Tuesday, June 20, 2006

Back in the Saddle

Stephanie and I have been tearing up the town, and understandably blogging hasn't been foremost on my mind. Still, I have an obligation to my fan base. I missed all of you. I hope it hasn't been hard.

As a light taste of what you wish you'd had more of the last few weeks, here's a morsel: pressure to catch Ratko Mladic, the Serbian wartime military leader who did Milosevic's dirty work in the Balkans, is always on the rise, with occasional reports of his imminent capture (I noted one a few months ago myself; nothing came of it), but there's never any similar talk about Radovan Karadzic, the political head of the Bosnian Serb entity that turned on its ethnic minorities.
Hardly a week goes by without The Hague tribunal, the European Union or Washington telling Belgrade that Mladic is in Serbia protected by loyalist military officers and needs to be extradited in order for Serbia to avoid sanctions and isolation.

"Maybe he (Karadzic) has managed to hide himself better then Mladic," says Antonio Prlenda of Sarajevo's Oslobodjenje daily. "They don't seem to have a clue where he is at all."

Analysts say NATO peacekeepers and local authorities may not have the will or ability to break Karadzic's support network, or perhaps the West feels Mladic is politically more urgent.

If anything, though, Karadzic is the bigger target. (Would you rather nab Saddam Hussein or Izzat Ibrahim al-Douri? Don't know who he is? There you have it.) It's always surprised me, and probably other armchair war crimes dilettantes out there, that Karadzic gets off the hook. Go read it. I'll be back with more later.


**What you are asked to do**
In the entries below, find the lines that contain the word "frontier" and copy them.

(Data to process)

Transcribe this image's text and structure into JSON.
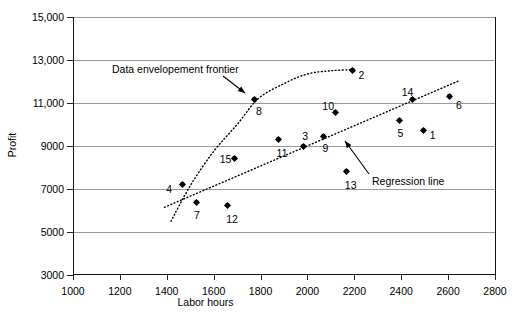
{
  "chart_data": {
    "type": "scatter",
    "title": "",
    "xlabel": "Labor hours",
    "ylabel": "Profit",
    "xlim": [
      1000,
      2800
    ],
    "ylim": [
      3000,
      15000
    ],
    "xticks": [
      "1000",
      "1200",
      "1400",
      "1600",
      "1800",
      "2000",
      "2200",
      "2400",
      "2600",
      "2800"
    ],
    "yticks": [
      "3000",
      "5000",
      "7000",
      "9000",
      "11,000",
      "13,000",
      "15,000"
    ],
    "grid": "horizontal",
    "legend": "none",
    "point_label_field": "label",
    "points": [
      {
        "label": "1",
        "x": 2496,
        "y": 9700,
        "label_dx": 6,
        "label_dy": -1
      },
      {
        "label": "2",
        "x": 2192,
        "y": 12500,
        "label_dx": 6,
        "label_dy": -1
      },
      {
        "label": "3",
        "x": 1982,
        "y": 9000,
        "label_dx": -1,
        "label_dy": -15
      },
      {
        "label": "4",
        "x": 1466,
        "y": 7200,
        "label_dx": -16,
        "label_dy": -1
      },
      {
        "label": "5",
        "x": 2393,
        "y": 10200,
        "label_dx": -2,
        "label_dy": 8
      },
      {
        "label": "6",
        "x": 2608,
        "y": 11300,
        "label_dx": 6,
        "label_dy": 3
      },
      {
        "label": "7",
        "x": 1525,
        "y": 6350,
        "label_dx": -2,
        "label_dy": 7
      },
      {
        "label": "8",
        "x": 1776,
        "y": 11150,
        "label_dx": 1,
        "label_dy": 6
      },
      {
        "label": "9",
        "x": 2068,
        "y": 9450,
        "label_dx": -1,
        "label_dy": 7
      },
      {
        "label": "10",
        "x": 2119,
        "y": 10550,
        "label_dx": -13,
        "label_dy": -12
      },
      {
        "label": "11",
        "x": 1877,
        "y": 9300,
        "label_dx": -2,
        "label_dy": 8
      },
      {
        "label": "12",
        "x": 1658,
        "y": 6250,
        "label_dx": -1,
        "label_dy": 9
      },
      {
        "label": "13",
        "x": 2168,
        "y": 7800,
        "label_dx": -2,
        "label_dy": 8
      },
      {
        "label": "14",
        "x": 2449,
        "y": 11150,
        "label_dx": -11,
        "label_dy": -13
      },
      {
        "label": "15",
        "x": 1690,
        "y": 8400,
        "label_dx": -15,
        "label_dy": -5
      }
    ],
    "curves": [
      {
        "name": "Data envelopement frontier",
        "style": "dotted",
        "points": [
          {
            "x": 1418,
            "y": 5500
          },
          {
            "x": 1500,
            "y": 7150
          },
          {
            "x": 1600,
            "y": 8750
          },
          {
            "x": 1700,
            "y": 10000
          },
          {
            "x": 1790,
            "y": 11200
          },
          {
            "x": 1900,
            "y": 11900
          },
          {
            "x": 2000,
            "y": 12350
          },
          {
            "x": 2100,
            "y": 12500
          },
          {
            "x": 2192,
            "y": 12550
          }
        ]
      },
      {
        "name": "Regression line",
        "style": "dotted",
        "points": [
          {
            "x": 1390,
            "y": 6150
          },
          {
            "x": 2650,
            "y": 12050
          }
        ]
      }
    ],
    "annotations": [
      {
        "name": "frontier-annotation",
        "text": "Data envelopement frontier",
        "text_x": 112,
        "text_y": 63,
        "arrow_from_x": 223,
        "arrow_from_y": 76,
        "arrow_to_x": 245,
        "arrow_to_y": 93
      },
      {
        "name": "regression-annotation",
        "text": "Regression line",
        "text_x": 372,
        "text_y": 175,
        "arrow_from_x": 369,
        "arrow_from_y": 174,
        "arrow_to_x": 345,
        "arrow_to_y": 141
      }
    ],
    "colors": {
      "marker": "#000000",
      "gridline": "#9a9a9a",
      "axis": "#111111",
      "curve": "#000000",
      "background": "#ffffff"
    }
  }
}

(End Data to process)
(Data to process)

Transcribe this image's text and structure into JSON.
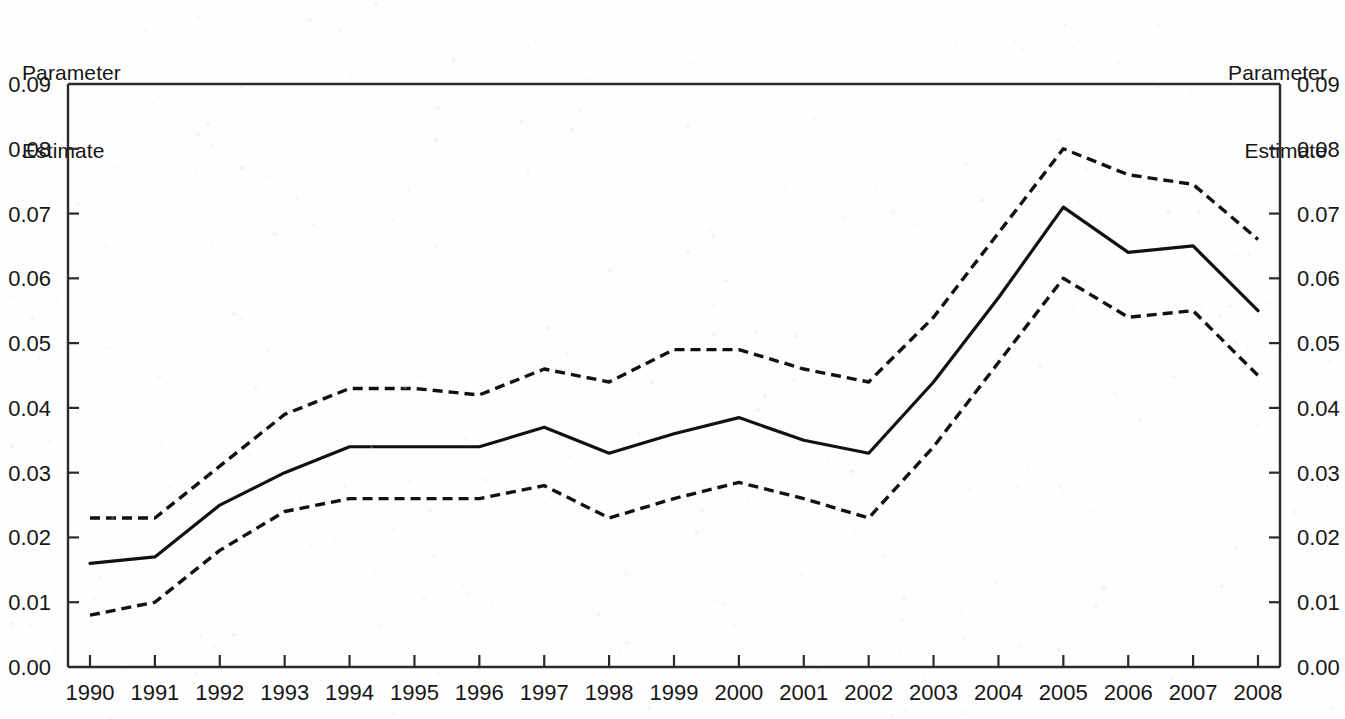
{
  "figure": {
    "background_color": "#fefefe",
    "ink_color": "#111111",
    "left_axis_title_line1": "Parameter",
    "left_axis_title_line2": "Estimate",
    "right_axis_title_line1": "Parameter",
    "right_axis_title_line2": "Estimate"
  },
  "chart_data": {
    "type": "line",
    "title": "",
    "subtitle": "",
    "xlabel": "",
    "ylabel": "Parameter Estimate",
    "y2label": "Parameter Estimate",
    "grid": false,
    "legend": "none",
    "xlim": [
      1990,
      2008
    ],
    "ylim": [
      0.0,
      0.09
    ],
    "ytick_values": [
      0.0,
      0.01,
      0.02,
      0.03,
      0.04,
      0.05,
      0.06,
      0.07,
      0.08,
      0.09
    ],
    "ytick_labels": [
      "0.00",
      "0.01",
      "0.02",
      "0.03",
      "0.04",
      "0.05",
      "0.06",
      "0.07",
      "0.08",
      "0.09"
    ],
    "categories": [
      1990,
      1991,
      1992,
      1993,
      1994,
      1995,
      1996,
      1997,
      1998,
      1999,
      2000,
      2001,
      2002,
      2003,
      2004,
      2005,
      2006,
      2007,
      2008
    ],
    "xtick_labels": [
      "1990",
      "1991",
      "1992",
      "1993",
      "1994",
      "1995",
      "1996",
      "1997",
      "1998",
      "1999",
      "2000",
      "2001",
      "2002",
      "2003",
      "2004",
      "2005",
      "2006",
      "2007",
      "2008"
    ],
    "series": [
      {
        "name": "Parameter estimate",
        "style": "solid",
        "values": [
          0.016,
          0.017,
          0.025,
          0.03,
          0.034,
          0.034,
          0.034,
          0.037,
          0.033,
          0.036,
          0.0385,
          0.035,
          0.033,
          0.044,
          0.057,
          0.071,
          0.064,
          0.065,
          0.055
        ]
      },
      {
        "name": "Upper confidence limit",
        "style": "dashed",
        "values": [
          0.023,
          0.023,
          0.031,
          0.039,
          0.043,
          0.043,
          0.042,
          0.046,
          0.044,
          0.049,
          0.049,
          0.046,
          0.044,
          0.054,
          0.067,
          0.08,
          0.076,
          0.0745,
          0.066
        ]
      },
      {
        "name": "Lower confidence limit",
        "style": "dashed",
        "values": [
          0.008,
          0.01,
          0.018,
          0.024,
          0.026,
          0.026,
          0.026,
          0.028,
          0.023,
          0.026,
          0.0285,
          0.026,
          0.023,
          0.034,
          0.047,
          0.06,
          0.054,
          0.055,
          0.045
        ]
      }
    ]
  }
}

(End Data to process)
(Data to process)

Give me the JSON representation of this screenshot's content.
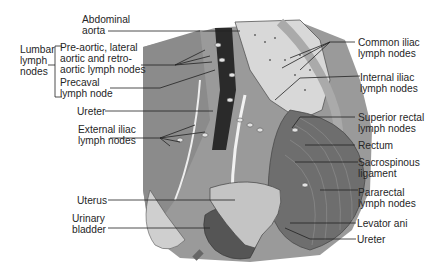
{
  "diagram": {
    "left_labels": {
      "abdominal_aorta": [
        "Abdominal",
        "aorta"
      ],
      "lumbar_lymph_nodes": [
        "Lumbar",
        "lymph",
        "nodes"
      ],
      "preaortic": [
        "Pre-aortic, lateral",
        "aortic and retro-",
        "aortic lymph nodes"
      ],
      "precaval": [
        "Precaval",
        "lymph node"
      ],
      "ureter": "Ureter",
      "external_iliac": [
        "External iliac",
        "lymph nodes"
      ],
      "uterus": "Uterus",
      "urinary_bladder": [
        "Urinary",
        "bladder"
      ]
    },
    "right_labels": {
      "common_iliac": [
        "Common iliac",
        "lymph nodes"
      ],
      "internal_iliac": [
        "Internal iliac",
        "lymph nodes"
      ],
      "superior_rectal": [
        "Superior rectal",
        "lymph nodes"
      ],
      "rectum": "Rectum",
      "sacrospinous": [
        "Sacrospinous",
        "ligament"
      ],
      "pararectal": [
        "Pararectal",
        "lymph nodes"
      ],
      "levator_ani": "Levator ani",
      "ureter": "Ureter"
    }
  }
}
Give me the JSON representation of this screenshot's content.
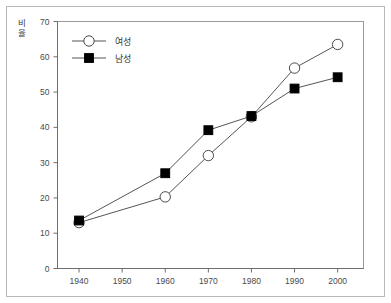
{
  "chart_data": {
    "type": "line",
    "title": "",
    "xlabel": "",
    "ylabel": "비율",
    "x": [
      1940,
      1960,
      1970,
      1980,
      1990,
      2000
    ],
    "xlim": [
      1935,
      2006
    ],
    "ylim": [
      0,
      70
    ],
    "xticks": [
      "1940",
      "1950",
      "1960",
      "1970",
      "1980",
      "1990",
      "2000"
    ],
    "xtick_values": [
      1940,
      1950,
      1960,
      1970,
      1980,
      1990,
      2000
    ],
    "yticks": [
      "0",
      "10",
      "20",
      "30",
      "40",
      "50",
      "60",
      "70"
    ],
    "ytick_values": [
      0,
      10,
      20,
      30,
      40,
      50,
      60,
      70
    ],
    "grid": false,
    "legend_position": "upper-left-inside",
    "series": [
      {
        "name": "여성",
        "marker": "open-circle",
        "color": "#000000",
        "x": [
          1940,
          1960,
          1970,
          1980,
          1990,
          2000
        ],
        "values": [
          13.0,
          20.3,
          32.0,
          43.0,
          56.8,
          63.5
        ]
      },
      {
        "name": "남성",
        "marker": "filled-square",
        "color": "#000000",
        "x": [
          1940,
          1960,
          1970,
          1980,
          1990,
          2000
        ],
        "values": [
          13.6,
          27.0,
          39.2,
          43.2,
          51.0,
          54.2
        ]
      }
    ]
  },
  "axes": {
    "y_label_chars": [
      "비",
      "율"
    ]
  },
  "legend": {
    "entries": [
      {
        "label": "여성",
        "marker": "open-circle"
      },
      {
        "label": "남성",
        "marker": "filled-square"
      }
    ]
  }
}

(End Data to process)

**Written response**
        "name": "Data envelopement frontier",
        "name": "frontier-annotation",
        "text": "Data envelopement frontier",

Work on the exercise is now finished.